Fig. 3. Chuck Close Big Self-Portrait detail Fig. 3. Chuck Close, Big Self-Portrait (detail)

Or, in another scenario, these may fail to align: despite the fact that the viewer assigns less warrant to the beliefs that they formed about Close’s facial features on the basis of looking at them in the picture, they continue to feel a sense of contact with Close because they still have not noticed any of the subtle painterly facture, or have not adjusted how they attend to the image. Consequently, the patterns which are cast from the picture continue to look similar to those cast by the real subject and cause an experience of contact.

If realist, folk-psychological, or cognitive-etiological explanations were right, then viewers should feel a reduced sense of contact with the subjects of altered digital photographs. Yet, as this hybrid account predicts, it appears that for most, their sense of contact with the subject of these photographs remains intact.
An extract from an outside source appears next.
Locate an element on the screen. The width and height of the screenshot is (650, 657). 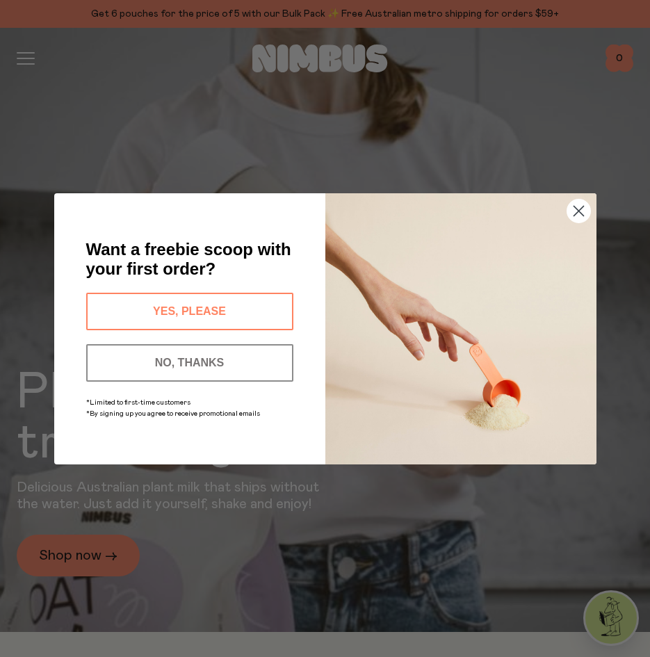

This effect is likely to be more persistent in these cases because digital alterations are difficult to visually discern so that even viewers who know that an image may be altered ‘have trouble identifying the altered elements.’ (Harrison and Hefner 2014, 135). This is confirmed by studies, into the efficacy of different methods of visual literacy, that have focused on showing participants visual comparisons between altered and non-altered photographs. For example, one study employed the use of a short video, that demonstrates how images produced for beauty campaigns are digitally altered, to successfully prevent reductions in body satisfaction, which were evident among the comparison group who were exposed to thin-ideal images without any preceding intervention (Halliwell et al., 2011).
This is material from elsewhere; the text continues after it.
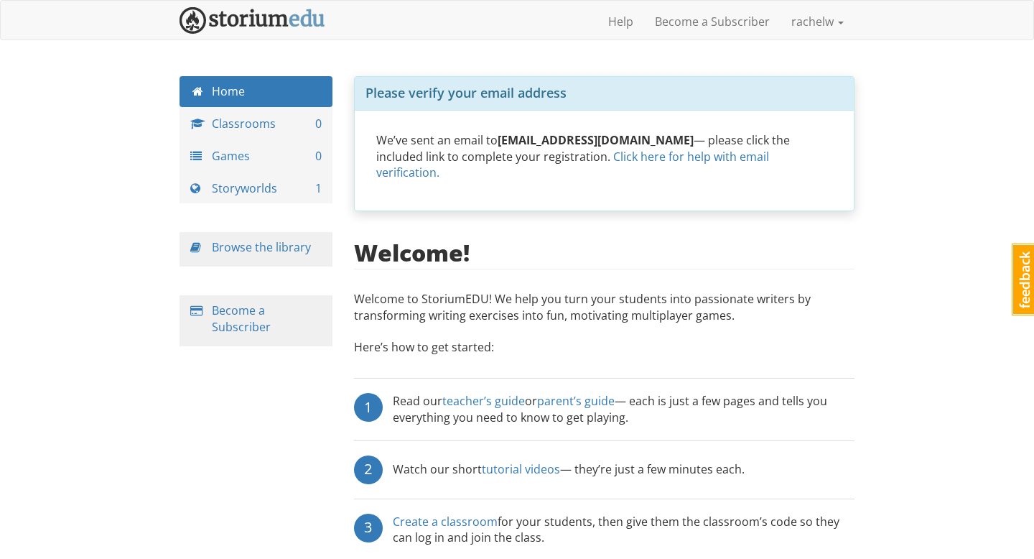 The height and width of the screenshot is (559, 1034). What do you see at coordinates (445, 521) in the screenshot?
I see `a: Create a classroom` at bounding box center [445, 521].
Importantly, this kind of intervention shows viewers where and how the representational contents of an image are altered and so, unlike the disclaimers, actually encourage viewers to look at images differently meaning that it is possible to learn where to look for less-than-realistic marks of image alteration. For example, if one attends to features like areas of muscular tone, it can, upon closer inspection become quickly visible that an apparently well-defined muscular physique is something that an airbrush tool has been responsible for. This decreases the degree of realism that one sees and so, if the foregoing is correct, lessens the sense of contact.
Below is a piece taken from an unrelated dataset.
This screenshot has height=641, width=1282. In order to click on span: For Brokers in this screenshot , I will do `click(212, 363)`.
Fig. 4. Sample of unretouched and retouched stimulus images from Harrison and Hefner’s study Fig. 4. Sample of unretouched and retouched stimulus images from Harrison and Hefner’s study

The problem is that while the video intervention was effective in the short term, as Harrison and Hefner have highlighted, it is ’not feasible to locate unretouched versions of all retouched imagery in commercial visual media to provide real-time before-after comparisons’ (2014, 149). The advantage of learning how to attend to images differently however, is that viewers need not have the original at hand. Moreover, viewers can tailor their viewing habits depending upon the context in which images are presented, meaning that fears about impinging on artistic freedoms (Reaves et al. 2004) can be somewhat mitigated. Indeed, the source of controversy surrounding digitally manipulated photographs in the media also serves as fuel for their artistic power. Figures, such as Jeff Wall or Andreas Gursky, who create seamless composite photographs by using digital technology, make no secret about the constructed nature of their images, possibly to induce viewers into this kind of cognitive dissonance to experience the uncanny (Mulvey 2007) or the phenomenology of the sublime in a globalized world (Ohlin 2002).


Claire Anscomb is a practicing artist and academic. She completed her BA in Fine Art at the Winchester School of Art in 2014, following which she undertook both her MA and PhD degrees in History and Philosophy of Art at the University of Kent. She completed her PhD in 2019 with her doctoral thesis entitled ‘On the Significance of Automaticity in Image-Making Practices’.